North Korea has restored communication lines with the South, months after it cut a cross-border hotline.
The move comes days after the country's leader Kim Jong-un said he was willing to restore communication as a conditional olive branch.
However, Pyongyang also said the restoration of their relationship was dependent on the "attitude of South Korean authorities".
North Korea has also recently been ramping up its military tests.
It has fired four missiles in less than a month - a sign that it has no intention of slowing down its arms development.
On Monday morning, South Korea's unification ministry said officials from both Koreas exchanged their first phone call since August.

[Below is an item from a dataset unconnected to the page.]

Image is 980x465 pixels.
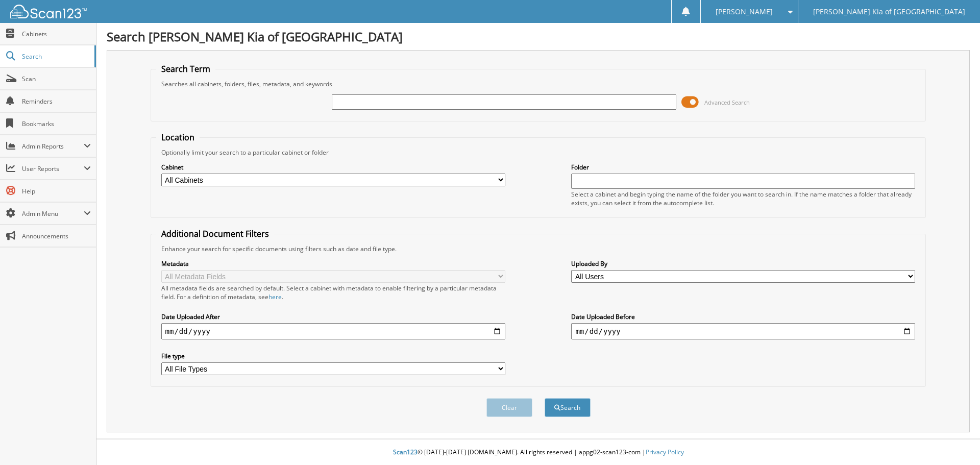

"With the restoration of the South-North communication line, the government evaluates that a foundation for recovering inter-Korean relations has been provided," the ministry said in a statement.
Communication hotlines between the two sides have been cut - and restored - several times.
In 2020, after a failed summit between the North and South, Pyongyang blew up an inter-Korean border office that had been built to improve communications.
In the same year, North Korea severed all communication lines with the South, including a hotline between both leaders and military communication channels after tensions worsened.
The hotline was briefly restored this August but cut again after South Korea participated in joint military exercises with the US.
North and South Korea are technically still at war because no peace agreement was reached when the Korean War ended in 1953.
The North has repeatedly accused South Korea of double standards over military activities.
South Korea recently tested its first submarine-launched ballistic missile, which it said was needed as deterrence against North Korea's "provocations".
The US has been calling for North Korea to give up its nuclear weapons, and Pyongyang's relationship with President Joe Biden's administration has so far been fraught with tension.
But Pyongyang seems determined to prove it will continue to develop new weapons systems, saying they are needed for its own self-defence.